Good shot!
Performances alone make Stephen Sondheim’s scarifyingly dark attack on US gun culture a production to remember
MICHAEL MOFFATT SHOW OF THE WEEK
Assassins
Gate Theatre
The programme for Assassins shows a grim face painted with the US flag, symbolising the nasty underbelly of American patriotism and the American dream. Stephen Sondheim’s 1990 show is a scarifying attack on the deadly availability of guns in the US, but it’s constructed as an elaborate piece of black comedy, witty, funny and macabre. Great for fictional murder as in Sweeney Todd, but running the possible risk of seeming to trivialise actual political murder.
The show is inspired by the strange crew of nine loners who, over the past 150 years, have either tried to or succeeded in shooting an American president, from John Wilkes Booth’s assassination of Lincoln in 1865, to John Hinckley’s attempt to kill Ronald Reagan in 1981.
Their motives stretch from poverty, disillusionment, lofty ideals, and messianic certainty to sexual obsession, all ultimately driven by the lure of making a mark on history. But the weapon is always consistent and available.
The stories are not told in a straight narrative form, all the killers being seen and dissected either individually or together throughout the show. The Lee Harvey Oswald scene is a particularly chilling psychological episode.
The setting is a grotesque fairground rifle range with a notice inviting you to kill a president and win a prize. A HIT light signals success; a MISS light flashes for failure. The Proprietor is selling these misfits an inverted American dream; achieve immortality and solve your problems with a gun. ‘Dream girl unimpressed? Show her you’re the best/if you can shoot a president./ All you gotta do is crook your little finger and shoot.’
It’s all done with typically sharp Sondheim cynicism and wit, using a range of different musical styles from fairground, country and western, to gospel (I Am Going to The Lordy), and the love ballad sung by Reagan’s attacker as a plea to Jodie Foster. The theme song is the fiendishly ironic, Everybody’s Got a Right/Got a Dream.
The lack of a narrative structure, and having to regularly return to the individual characters is one of the weaknesses of the show. The same message gets hammered home relentlessly if stylishly, and even Selina Cartmell’s exhaustively inventive direction can’t prevent it flagging at times.
There are stand-out performances from Matthew Seadon-Young as Wilkes Booth and Mark O’Regan as the narcissistic, religion-driven Charles Guiteau, killer of James Garfield, while Kate Gilmore and Sarah Jane Moore do a comedy double act as the incompetent would-be assassins of Gerald Ford. Indeed on performances alone, this is a memorable production. (And a minor programme note – Jerome Kern, not Richard Rodgers, composed Showboat.)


Problem requirements: Your job is to return every line of the listing holding the string "Homes".

Given data:
+ + + +

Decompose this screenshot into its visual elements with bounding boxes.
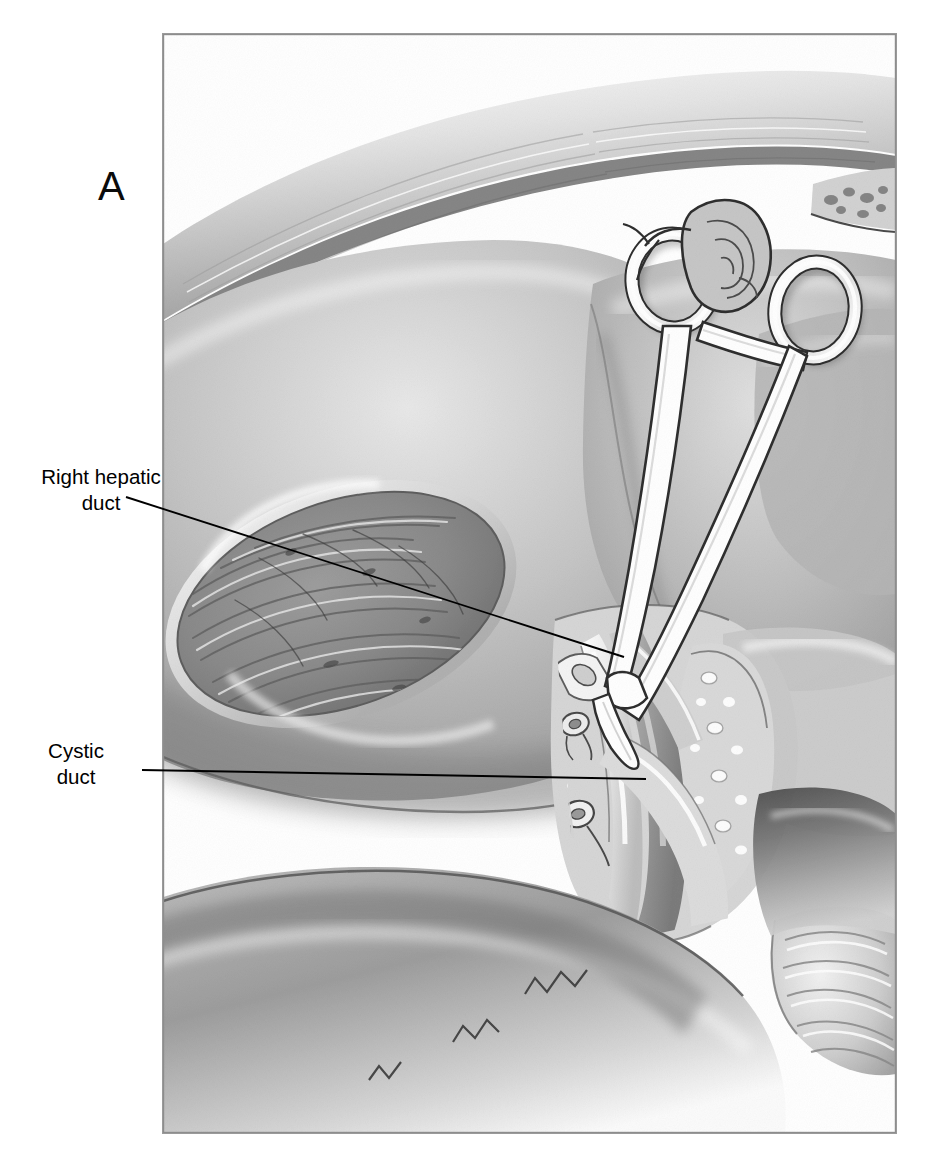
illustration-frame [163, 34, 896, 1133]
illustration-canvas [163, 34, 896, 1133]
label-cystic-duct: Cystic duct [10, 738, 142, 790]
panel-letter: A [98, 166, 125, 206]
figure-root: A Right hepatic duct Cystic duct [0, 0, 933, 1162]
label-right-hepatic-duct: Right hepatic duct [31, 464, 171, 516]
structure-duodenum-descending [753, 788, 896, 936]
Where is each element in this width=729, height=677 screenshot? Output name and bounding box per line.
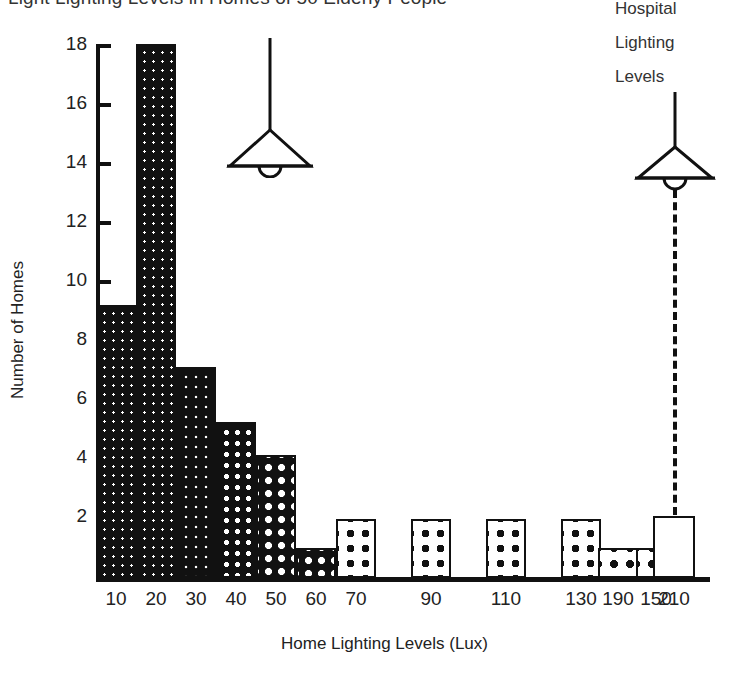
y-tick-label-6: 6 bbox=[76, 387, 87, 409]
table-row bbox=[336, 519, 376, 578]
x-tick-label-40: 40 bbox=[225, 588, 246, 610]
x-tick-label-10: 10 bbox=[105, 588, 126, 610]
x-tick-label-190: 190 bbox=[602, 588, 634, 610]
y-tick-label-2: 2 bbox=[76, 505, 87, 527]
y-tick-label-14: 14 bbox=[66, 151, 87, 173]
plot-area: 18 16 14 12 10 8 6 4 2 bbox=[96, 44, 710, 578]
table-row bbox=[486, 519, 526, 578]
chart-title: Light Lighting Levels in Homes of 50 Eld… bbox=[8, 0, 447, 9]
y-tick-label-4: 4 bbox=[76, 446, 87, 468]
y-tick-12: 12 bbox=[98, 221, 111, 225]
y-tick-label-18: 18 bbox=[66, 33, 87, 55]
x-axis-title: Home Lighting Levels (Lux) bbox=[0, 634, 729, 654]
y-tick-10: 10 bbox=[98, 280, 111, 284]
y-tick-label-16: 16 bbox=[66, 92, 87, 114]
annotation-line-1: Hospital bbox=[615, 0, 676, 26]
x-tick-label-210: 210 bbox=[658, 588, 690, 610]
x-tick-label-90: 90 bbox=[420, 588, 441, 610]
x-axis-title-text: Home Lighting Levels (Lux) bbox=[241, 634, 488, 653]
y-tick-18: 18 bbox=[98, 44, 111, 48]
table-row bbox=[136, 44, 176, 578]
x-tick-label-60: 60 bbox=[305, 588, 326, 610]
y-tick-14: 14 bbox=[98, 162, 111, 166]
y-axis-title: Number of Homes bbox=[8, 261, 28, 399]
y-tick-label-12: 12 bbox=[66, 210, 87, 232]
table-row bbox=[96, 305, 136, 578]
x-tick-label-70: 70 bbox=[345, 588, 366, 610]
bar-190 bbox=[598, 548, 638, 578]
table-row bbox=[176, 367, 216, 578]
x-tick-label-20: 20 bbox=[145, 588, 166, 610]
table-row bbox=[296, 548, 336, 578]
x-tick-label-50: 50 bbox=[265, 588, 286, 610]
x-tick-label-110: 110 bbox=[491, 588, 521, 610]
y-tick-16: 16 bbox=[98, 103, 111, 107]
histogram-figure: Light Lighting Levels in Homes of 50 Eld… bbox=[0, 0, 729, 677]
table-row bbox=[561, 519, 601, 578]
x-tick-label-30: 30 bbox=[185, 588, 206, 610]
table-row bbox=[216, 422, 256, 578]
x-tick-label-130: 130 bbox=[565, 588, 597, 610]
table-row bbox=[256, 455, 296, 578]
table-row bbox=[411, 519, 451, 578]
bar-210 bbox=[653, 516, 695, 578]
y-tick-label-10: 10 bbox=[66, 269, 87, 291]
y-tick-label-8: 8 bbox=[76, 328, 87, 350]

+ + + +

Answer box:
chart-title: Light Lighting Levels in Homes of 50 Eld… bbox=[8, 0, 447, 9]
y-axis-title: Number of Homes bbox=[8, 261, 28, 399]
histogram-figure: Light Lighting Levels in Homes of 50 Eld… bbox=[0, 0, 729, 677]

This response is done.